Pro-voucher group launches online school search tool for Memphis and Nashville

An influential pro-voucher group has launched a website to help families navigate school options ahead of open enrollment this spring to participate in Tennessee’s education savings account program.

Billed as a “one-stop shop” for parents to gather information, Tennessee School Finder went live on Monday and focuses on school choices for families zoned to Shelby County Schools, Metropolitan Nashville Public Schools, and the state-run Achievement School District. 

All three districts will be affected by Tennessee’s new voucher law, which sets aside public money for eligible students to attend private or parochial schools beginning next school year in Memphis and Nashville. Other communities could be added later, said Shaka Mitchell, state director for the American Federation for Children.

The resource arrives as educational options are expanding in the state, particularly in urban areas targeted by the 2019 voucher law and where public charter schools are becoming more prevalent.

The American Federation for Children was led by U.S. Secretary of Education Betsy DeVos before joining President Donald Trump’s cabinet. The Michigan billionaire once poured millions of dollars nationally into the campaigns of state legislative candidates who favor vouchers and charter schools, including in Tennessee. But the group has not created online school search tools before Tennessee School Finder, according to Mitchell.

The site is the most user-friendly digital tool so far for Tennessee’s two most populated counties, allowing parents to identify and compare schools near their residences. It includes hundreds of traditional public schools, public charter schools, public magnet schools, and private or parochial schools.

Mitchell said the website’s design and presentation aims to help parents make informed choices — not to steer them toward private or charter schools. But school leaders in Memphis are not convinced. 

“This comes from a pro-voucher group so we know what this is about: to let parents know where the private schools are,” said Stephanie Love, a school board member for Shelby County Schools and outspoken critic of vouchers.

Districts in Memphis and Nashville now host annual “school choice” expos where parents can go booth to booth to ask questions and gather information. Their websites also provide basic-but-clunky search tools for public schools, including district-authorized charters.

Then there are sites like Niche and GreatSchools, operated by a U.S. company and nonprofit organization, respectively. Much of that information is based on user reviews.

Public, private, and parochial schools, including public charters, can be found and compared on a new website created by the American Federation for Children ahead of the planned rollout of Tennessee’s new school voucher program in Memphis and Nashville.

On Tennessee School Finder, users are required to enter personal information including name and residential address and then are taken immediately to a map of nearby schools. Green designations mark state reward schools with top academic growth, red indicates priority schools in the state’s bottom 5%, and blue means it’s a national blue-ribbon school. All other schools, whether public or private, are designated with gray dots. 

Click on any dot and a tab pops up with information about the school, including overall proficiency in math and English language arts and, for high schools, graduation rates. For private schools, the tab includes tuition rates, whether financial aid is offered, whether a dress code is required, religious affiliation, and whether transportation and before- and after-school care are provided. 

Only a fifth of the private schools shared their proficiency rates as the site was under development. Those schools generally use nationally normed tests, not state-mandated achievement tests taken by public school students.

“That’s not comparing apples to apples,” said Love, with Shelby County Schools. “And a lot of the private schools list nothing at all about their academics.”

For families interested in athletics, band, theater, or other extracurricular activities, the new website won’t help. “We were torn about that but, in the end, we wanted a clean presentation with information that is most useful and we didn’t want to inundate parents with too much text,” Mitchell said.

Shaka Mitchell, Tennessee director of the American Federation for Children, demonstrates a new online tool designed to help parents in Memphis and Nashville navigate education choices for their children.

More information will be added in the coming months, such as private schools that are part of Tennessee’s voucher program for students with disabilities. Once private schools are approved this spring to participate in the education savings account program, that designation will be included too.

As the site debuted, the map for Shelby County included several glaring omissions. It doesn’t include information about the 46 optional schools that students can apply for to receive a specialized learning focus within Shelby County Schools. It also doesn’t list public schools run by municipal school systems in suburban Shelby County, some of which allow out-of-district students to attend for a fee.

For families who value diversity, there’s no information on the racial or socioeconomic makeup of a school in either district. That data can now be found on the State Report Card.

Mitchell said the tool is intended to provide a starting point for parents to narrow down their search, not to make their final decision. 

“It doesn’t do all the work,” he said. “We encourage parents to call schools and set up a school visit.”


Where a record holds a picture, leave the picture out; otherwise repeat every record exactly.

Segment Open

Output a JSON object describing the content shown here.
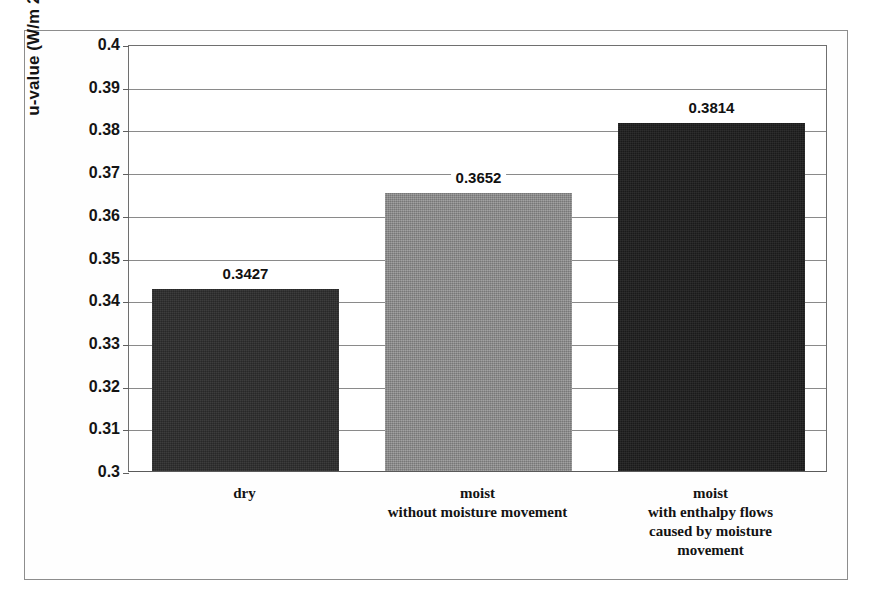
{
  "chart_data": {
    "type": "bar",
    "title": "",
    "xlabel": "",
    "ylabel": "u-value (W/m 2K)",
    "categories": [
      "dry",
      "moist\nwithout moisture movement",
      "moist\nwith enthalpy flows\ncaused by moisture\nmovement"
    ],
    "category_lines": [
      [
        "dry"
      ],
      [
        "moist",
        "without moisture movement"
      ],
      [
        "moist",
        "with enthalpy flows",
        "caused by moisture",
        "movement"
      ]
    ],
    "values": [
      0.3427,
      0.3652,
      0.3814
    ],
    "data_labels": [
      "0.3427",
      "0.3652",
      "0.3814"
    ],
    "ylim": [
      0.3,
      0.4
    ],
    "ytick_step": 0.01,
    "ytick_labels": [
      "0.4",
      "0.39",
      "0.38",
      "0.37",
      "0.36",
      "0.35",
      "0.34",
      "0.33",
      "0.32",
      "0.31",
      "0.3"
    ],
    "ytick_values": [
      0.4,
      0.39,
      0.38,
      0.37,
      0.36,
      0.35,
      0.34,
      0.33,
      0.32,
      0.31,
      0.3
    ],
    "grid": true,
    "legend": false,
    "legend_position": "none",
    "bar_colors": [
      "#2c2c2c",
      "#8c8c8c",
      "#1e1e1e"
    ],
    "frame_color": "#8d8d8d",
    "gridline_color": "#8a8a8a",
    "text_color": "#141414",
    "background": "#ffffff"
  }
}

Segment Closed

REPLY TO THE TASK:
Output a JSON object describing the content shown here.
{
  "chart_data": {
    "type": "bar",
    "title": "",
    "xlabel": "",
    "ylabel": "u-value (W/m 2K)",
    "categories": [
      "dry",
      "moist\nwithout moisture movement",
      "moist\nwith enthalpy flows\ncaused by moisture\nmovement"
    ],
    "category_lines": [
      [
        "dry"
      ],
      [
        "moist",
        "without moisture movement"
      ],
      [
        "moist",
        "with enthalpy flows",
        "caused by moisture",
        "movement"
      ]
    ],
    "values": [
      0.3427,
      0.3652,
      0.3814
    ],
    "data_labels": [
      "0.3427",
      "0.3652",
      "0.3814"
    ],
    "ylim": [
      0.3,
      0.4
    ],
    "ytick_step": 0.01,
    "ytick_labels": [
      "0.4",
      "0.39",
      "0.38",
      "0.37",
      "0.36",
      "0.35",
      "0.34",
      "0.33",
      "0.32",
      "0.31",
      "0.3"
    ],
    "ytick_values": [
      0.4,
      0.39,
      0.38,
      0.37,
      0.36,
      0.35,
      0.34,
      0.33,
      0.32,
      0.31,
      0.3
    ],
    "grid": true,
    "legend": false,
    "legend_position": "none",
    "bar_colors": [
      "#2c2c2c",
      "#8c8c8c",
      "#1e1e1e"
    ],
    "frame_color": "#8d8d8d",
    "gridline_color": "#8a8a8a",
    "text_color": "#141414",
    "background": "#ffffff"
  }
}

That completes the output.